After a month or so, Jim found that one of the team members needed some support from Sailesh in solving a technical issue. Sailesh was not around. As usual, he arrived late that day and started concentrating on his work. Obviously, everyday Sailesh had just enough time to take care of his tasks at work. How could have his daily schedule provided him time for collaboration or hand-holding or mutual help? He felt self-sufficient because of his skills and experience. He did not need help from his team mates. As you may guess, he was not showing any signs of collaborative attitude.

That was an impediment.  Having observed similar incidents with Sailesh, Jim was concerned and called for a meeting the next day at 9.00 am. Jim wanted me to accompany them in the meeting. This is because Jim was preparing me to play his role over the next few months.

The next morning Sailesh came in late. He entered the meeting room at 9.40 am with a quick smile and a casual remark, “Hi Jim, I reached just now. Shall we start?”.   That was a 40 minute delay!

Not expecting anything more than that, Jim responded, “Sailesh it is 9.40! How come you got delayed?”.

“I went to bed an hour past midnight and got up late!”

“We had scheduled this meeting yesterday. You accepted and you went home on time yesterday. So, I was wondering this morning and worried why you did not reach by 9.00 to start this meeting.”

“True. But somehow I am used to starting my day little late. Today I had to fixe my flat tire which I did not expect! I am sorry.”

I was listening to the conversation.  I was shocked. No doubt, Sailesh was not organized. He was focused on his tasks alone. He did not value the time of his coworkers.

The meeting continued for 10 more minutes and ended with a stern remark from Jim. He said, “Sailesh, You need to be available at work on time as per our corporate work hours. If you are going to be late by 30 minutes or an hour it is ok as long as you are consistent and all of us in the team know your availability. It is about team work. We are not working in this team as individual contributors.”

Sailesh left the meeting room. Jim was talking to me. We talked about two options. The first option was to talk to Sailesh, coach him and make him understand his strengths and improvement areas. The second one was, of course if the first option does not work, to move him out of our project for further counseling or action.

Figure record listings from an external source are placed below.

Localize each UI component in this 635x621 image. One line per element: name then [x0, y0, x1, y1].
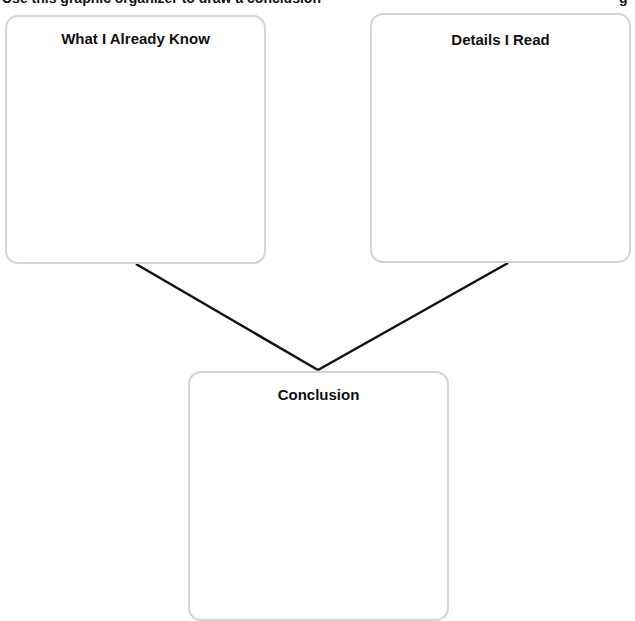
box-title-details-i-read: Details I Read [372, 31, 629, 48]
box-what-i-already-know[interactable]: What I Already Know [5, 15, 266, 264]
box-conclusion[interactable]: Conclusion [188, 371, 449, 621]
box-details-i-read[interactable]: Details I Read [370, 13, 631, 263]
instruction-text: Use this graphic organizer to draw a con… [2, 0, 321, 5]
box-title-conclusion: Conclusion [190, 386, 447, 403]
instruction-tail: g [619, 0, 628, 5]
instruction-main: Use this graphic organizer to draw a con… [2, 0, 321, 6]
connector-right [318, 263, 508, 370]
connector-left [136, 264, 318, 370]
box-title-what-i-already-know: What I Already Know [7, 30, 264, 47]
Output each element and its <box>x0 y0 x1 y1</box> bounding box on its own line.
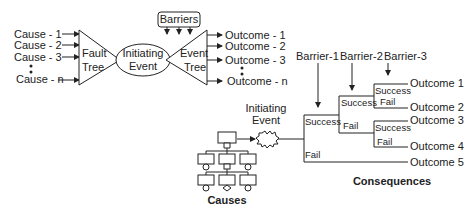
success-label: Success <box>305 116 341 127</box>
barrier-headers: Barrier-1 Barrier-2 Barrier-3 <box>296 50 427 62</box>
tree-outcome-1: Outcome 1 <box>410 77 464 89</box>
event-tree-label-2: Tree <box>184 61 206 73</box>
barrier-arrows <box>167 27 190 34</box>
fault-tree-label-1: Fault <box>82 47 106 59</box>
branch-labels: Success Success Success Fail Fail Succes… <box>305 85 411 160</box>
fail-label: Fail <box>305 149 320 160</box>
success-label: Success <box>341 97 377 108</box>
cause-3-label: Cause - 3 <box>14 51 62 63</box>
cause-n-label: Cause - n <box>16 73 64 85</box>
outcome-n-label: Outcome - n <box>227 75 288 87</box>
success-label: Success <box>375 85 411 96</box>
tree-outcomes: Outcome 1 Outcome 2 Outcome 3 Outcome 4 … <box>410 77 464 168</box>
causes-caption: Causes <box>207 194 246 206</box>
causes-list: Cause - 1 Cause - 2 Cause - 3 Cause - n <box>14 28 64 85</box>
outcome-arrows <box>207 35 222 81</box>
fail-label: Fail <box>380 96 395 107</box>
tree-outcome-5: Outcome 5 <box>410 156 464 168</box>
outcome-2-label: Outcome - 2 <box>225 40 286 52</box>
bowtie-diagram: Cause - 1 Cause - 2 Cause - 3 Cause - n … <box>0 0 474 211</box>
consequences-caption: Consequences <box>353 175 431 187</box>
fault-tree-icon <box>198 132 256 191</box>
initiating-event-title-2: Event <box>252 114 280 126</box>
initiating-event-label-2: Event <box>129 60 157 72</box>
success-label: Success <box>375 122 411 133</box>
initiating-event-title-1: Initiating <box>246 102 287 114</box>
barrier-3-label: Barrier-3 <box>384 50 427 62</box>
cause-2-label: Cause - 2 <box>14 39 62 51</box>
fail-label: Fail <box>343 120 358 131</box>
barrier-1-label: Barrier-1 <box>296 50 339 62</box>
fail-label: Fail <box>377 136 392 147</box>
event-tree-label-1: Event <box>180 47 208 59</box>
tree-outcome-4: Outcome 4 <box>410 140 464 152</box>
tree-outcome-2: Outcome 2 <box>410 101 464 113</box>
tree-outcome-3: Outcome 3 <box>410 114 464 126</box>
outcome-3-label: Outcome - 3 <box>225 54 286 66</box>
barrier-2-label: Barrier-2 <box>340 50 383 62</box>
initiating-event-label-1: Initiating <box>123 47 164 59</box>
barriers-label: Barriers <box>160 13 199 25</box>
explosion-icon <box>256 131 279 148</box>
fault-tree-label-2: Tree <box>82 61 104 73</box>
outcomes-list: Outcome - 1 Outcome - 2 Outcome - 3 Outc… <box>225 29 288 87</box>
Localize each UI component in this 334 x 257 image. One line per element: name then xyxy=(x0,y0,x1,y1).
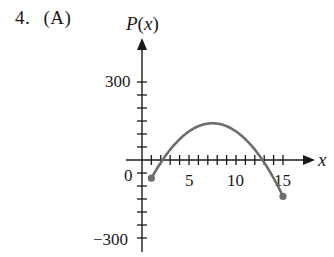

Eventually, Sailesh resigned after couple of months. It appeared to me that he wanted to remain as an individual contributor and specialize in software architecture. I wasn’t sure of his professional success because of his lack of collaborative spirit!

Looking back, I wonder if Jim and I could have handled it differently. Were we reactive? Did we fail to pay attention early or bond with Sailesh early? If we come across a similar situation now, what will we do?

Have you come across a soft issue like this in your projects? If yes, what was your approach?

I believe an incident like this has to be analyzed with the coaching role of Scrum Masters. Next week, on 20th October, Saturday, I am delivering a session ‘The Power of Inquiry: Coaching Tips for Scrum Masters’ at Agile Tour 2012 to present similar incidents and discuss my thoughts on how to turn these around with powerful questions. If you are in Chennai, don’t miss this event! More info: http://isec.co/event_detail_info.php?event_id=12.

To know more on this read the 4-part blog series 'The Power of Inquiry: Coaching Tips for You!'
Note: For confidentiality reasons, I have changed the names of all characters in this story.